To reduce V8’s memory footprint, the V8 team monitored its two heaps – the C++ and the JavaScript heap – using a new feature in Chrome 54: the --trace-gc-object-stats flag, that makes V8 dump memory-related statistics to the console. That output is then visualized using a custom tool, the V8 heap visualizer, which shows a timeline-based view for both heaps and provides a detailed breakdown of the memory usage of certain data types. Another tool that the V8 team used for this kind of analysis is Chrome’s Trace Event Profiling Tool, which is available under about:tracing.

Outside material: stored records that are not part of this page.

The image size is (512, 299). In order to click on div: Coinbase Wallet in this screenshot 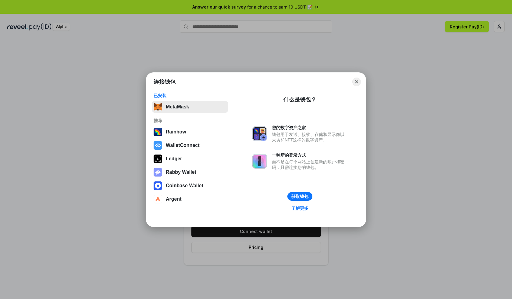, I will do `click(185, 185)`.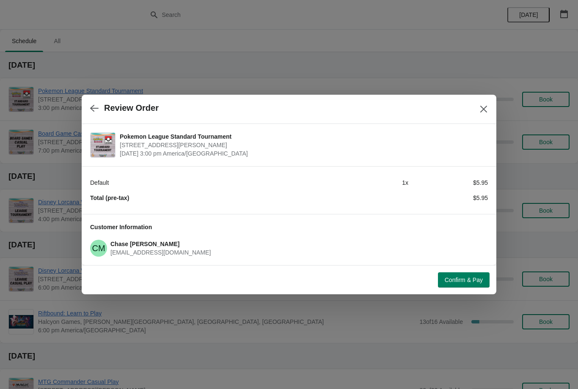  What do you see at coordinates (121, 227) in the screenshot?
I see `span: Customer Information` at bounding box center [121, 227].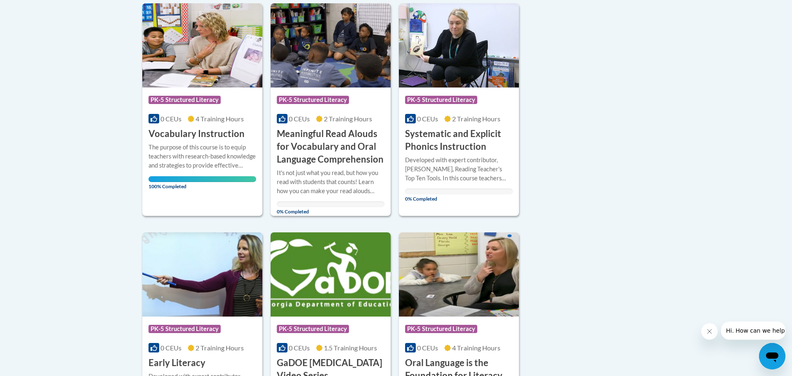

What memory analysis showed is that one of the main factors determining the JavaScript heap size is the balance between latency and memory consumption of the garbage collector. You can improve latency by reserving more memory to the heap to avoid frequent GC invocations. This may however be a problem for low-memory devices and lead to crashes or suspended apps. To strike a better balance between latency and memory consumption, the V8 team has introduced a new memory reduction mode that favors more frequent collections and reduces memory fragmentation through more aggressive compactions. The new memory reduction more brought an overall 50% reduction in V8 heap size on a reference benchmark. Another optimization that has been introduced consisted in reducing the V8 heap page size from 1M to 512K, benefiting both overall memory usage and memory fragmentation.

The V8 team could also reduce the C++ heap size by improving background parsing, which allows V8 to parse script while the page is still being loaded. In fact, as the memory visualization tool showed, the background parser would keep a heap zone alive long after the code had been compiled, instead of releasing it immediately. Additionally, the V8 parser is now using a more aggressive strategy to pack fields in the abstract syntax tree nodes it generates, whereas the standard C++ packing was relied upon previously. Benchmarking showed a peak zone memory reduction of about 40% on average.

All improvements described above will be available in Chrome 55, expected to become available in December.